30.1.04

Brassaï

Brassaï, Paris de nuitAs far as I'm concerned, you can never look at too many pictures of Paris. So I've been looking up some resources on the Hungarian photographer Brassaï, inspired by an old article I read (Brassaï plein cadre, May 26, 2000, in Le Point) on the big exhibition (Brassaï) at the Centre Pompidou back in 2000. Gyula Halász took his pseudonym from Brassó, the village in Hungary where he was born (this town is now in Romania). He arrived in Paris in 1925, which he immediately recognized as his adopted home (his tomb is in the Montparnasse Cemetery). He came to France as a journalist but thought that he might make a better income if he became a photographer, so he learned how to use a camera. As recounted in the article, it was the Parisian night that first captivated him (see image at right):
"Night suggests, but it does not show. It frees the forces in us that, during the day, are subdued by reason." He loved the faces that tell a story, the little jobs that speak of the town's real nature, the places of pleasure, the reverberations, and their spots of light. Let's go! On his back, twenty-four unexposed plates (the maximum he could carry) and his camera (rather unwieldy, like those of the time [see the self-portrait Brassaï, Boulevard Saint-Jacques, 1932]). The stroll begins.

In 1932, his first book appeared: Paris by Night, sixty-two images with a preface by Paul Morand. A triumph at the bookstores. This poetry without sentimentality, this intoxicating seizure of contrasts, this shimmer of lines, yes, Paris recognized itself in his work, and his friend Henry Miller gave him the title of "the eye of Paris." André Breton wanted to bring him into his surrealist group, but he always resisted, suspecting Breton to be a tyrant and accepting only the presitigious collaboration on the Minotaure review, where his spread showed magnificent nudes [see these two examples]. "They thought of my photos as surrealist because they revealed a ghostly Paris, unreal, drowned in night and fog. But the surrealism of my images was nothing but reality rendered fantastic by dreaming. I sought only to express reality, because nothing is more surreal."
There are lots of images of Brassaï's photographs to see online, including the Brassaï pages from Masters of Photography; Brassaï and Night Photographs from Boston University; Brassaï: The Soul of Paris (2001) at the Hayward Gallery in London; Brassaï: Das Auge von Paris from the Kunstmuseum in Wolfsburg; and, with no images, an interesting article about Brassaï's reading of Proust (Brassaï, lecteur de Proust, by Jean-Pierre Montier).

What the Eye of Paris recorded is not only the beautiful and serene (for example, The Viaduc d'Auteuil at Night, 1932; and Matisse Sketching, 1939) but scenes from the underworld of 1930s Paris: prostitutes (Chez 'Suzy', 1932; Prostitute at Corner of Rue de la Reynie and Rue Quincampoix, 1933), old frauds (Bijou, 1932), drug users (Opium Den, 1931), the homeless (Clochard Looking for Food, 1932), homosexuals (Lesbian Couple at Le Monocle, 1932), or street thugs (Toughs in Big Albert's Gang, 1931-32). Think of Brassaï's photographs as the visual counterpart to a book like Henry Miller's Tropic of Cancer.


Exercise directions
Word for word, restate all the records; images are not part of the copy.

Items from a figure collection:

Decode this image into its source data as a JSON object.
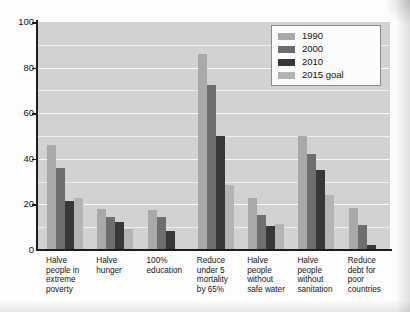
{
  "chart_data": {
    "type": "bar",
    "title": "",
    "xlabel": "",
    "ylabel": "",
    "ylim": [
      0,
      100
    ],
    "ytick_values": [
      0,
      20,
      40,
      60,
      80,
      100
    ],
    "ytick_labels": [
      "0",
      "20",
      "40",
      "60",
      "80",
      "100"
    ],
    "grid": "horizontal",
    "gridline_interval": 10,
    "legend_position": "top-right",
    "categories": [
      "Halve people in extreme poverty",
      "Halve hunger",
      "100% education",
      "Reduce under 5 mortality by 65%",
      "Halve people without safe water",
      "Halve people without sanitation",
      "Reduce debt for poor countries"
    ],
    "category_lines": [
      [
        "Halve",
        "people in",
        "extreme",
        "poverty"
      ],
      [
        "Halve",
        "hunger"
      ],
      [
        "100%",
        "education"
      ],
      [
        "Reduce",
        "under 5",
        "mortality",
        "by 65%"
      ],
      [
        "Halve",
        "people",
        "without",
        "safe water"
      ],
      [
        "Halve",
        "people",
        "without",
        "sanitation"
      ],
      [
        "Reduce",
        "debt for",
        "poor",
        "countries"
      ]
    ],
    "series": [
      {
        "name": "1990",
        "color": "#a9a9a9",
        "values": [
          46,
          18,
          17.5,
          86,
          23,
          50,
          18.5
        ]
      },
      {
        "name": "2000",
        "color": "#6e6e6e",
        "values": [
          36,
          14.5,
          14.5,
          72.5,
          15.5,
          42,
          11
        ]
      },
      {
        "name": "2010",
        "color": "#383838",
        "values": [
          21.5,
          12.5,
          8.5,
          50,
          10.5,
          35,
          2
        ]
      },
      {
        "name": "2015 goal",
        "color": "#b4b4b4",
        "values": [
          23,
          9,
          0.5,
          28.5,
          11.5,
          24,
          0.5
        ]
      }
    ]
  },
  "legend": {
    "entries": [
      {
        "label": "1990",
        "color": "#a9a9a9"
      },
      {
        "label": "2000",
        "color": "#6e6e6e"
      },
      {
        "label": "2010",
        "color": "#383838"
      },
      {
        "label": "2015 goal",
        "color": "#b4b4b4"
      }
    ]
  },
  "colors": {
    "plot_background": "#d2d2d2",
    "gridline": "#efefef",
    "axis": "#1d1d1d",
    "page_background": "#fdfdfd",
    "text": "#111111"
  }
}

Solution to the problem
Decode this image into its source data as a JSON object.
{
  "chart_data": {
    "type": "bar",
    "title": "",
    "xlabel": "",
    "ylabel": "",
    "ylim": [
      0,
      100
    ],
    "ytick_values": [
      0,
      20,
      40,
      60,
      80,
      100
    ],
    "ytick_labels": [
      "0",
      "20",
      "40",
      "60",
      "80",
      "100"
    ],
    "grid": "horizontal",
    "gridline_interval": 10,
    "legend_position": "top-right",
    "categories": [
      "Halve people in extreme poverty",
      "Halve hunger",
      "100% education",
      "Reduce under 5 mortality by 65%",
      "Halve people without safe water",
      "Halve people without sanitation",
      "Reduce debt for poor countries"
    ],
    "category_lines": [
      [
        "Halve",
        "people in",
        "extreme",
        "poverty"
      ],
      [
        "Halve",
        "hunger"
      ],
      [
        "100%",
        "education"
      ],
      [
        "Reduce",
        "under 5",
        "mortality",
        "by 65%"
      ],
      [
        "Halve",
        "people",
        "without",
        "safe water"
      ],
      [
        "Halve",
        "people",
        "without",
        "sanitation"
      ],
      [
        "Reduce",
        "debt for",
        "poor",
        "countries"
      ]
    ],
    "series": [
      {
        "name": "1990",
        "color": "#a9a9a9",
        "values": [
          46,
          18,
          17.5,
          86,
          23,
          50,
          18.5
        ]
      },
      {
        "name": "2000",
        "color": "#6e6e6e",
        "values": [
          36,
          14.5,
          14.5,
          72.5,
          15.5,
          42,
          11
        ]
      },
      {
        "name": "2010",
        "color": "#383838",
        "values": [
          21.5,
          12.5,
          8.5,
          50,
          10.5,
          35,
          2
        ]
      },
      {
        "name": "2015 goal",
        "color": "#b4b4b4",
        "values": [
          23,
          9,
          0.5,
          28.5,
          11.5,
          24,
          0.5
        ]
      }
    ]
  },
  "legend": {
    "entries": [
      {
        "label": "1990",
        "color": "#a9a9a9"
      },
      {
        "label": "2000",
        "color": "#6e6e6e"
      },
      {
        "label": "2010",
        "color": "#383838"
      },
      {
        "label": "2015 goal",
        "color": "#b4b4b4"
      }
    ]
  },
  "colors": {
    "plot_background": "#d2d2d2",
    "gridline": "#efefef",
    "axis": "#1d1d1d",
    "page_background": "#fdfdfd",
    "text": "#111111"
  }
}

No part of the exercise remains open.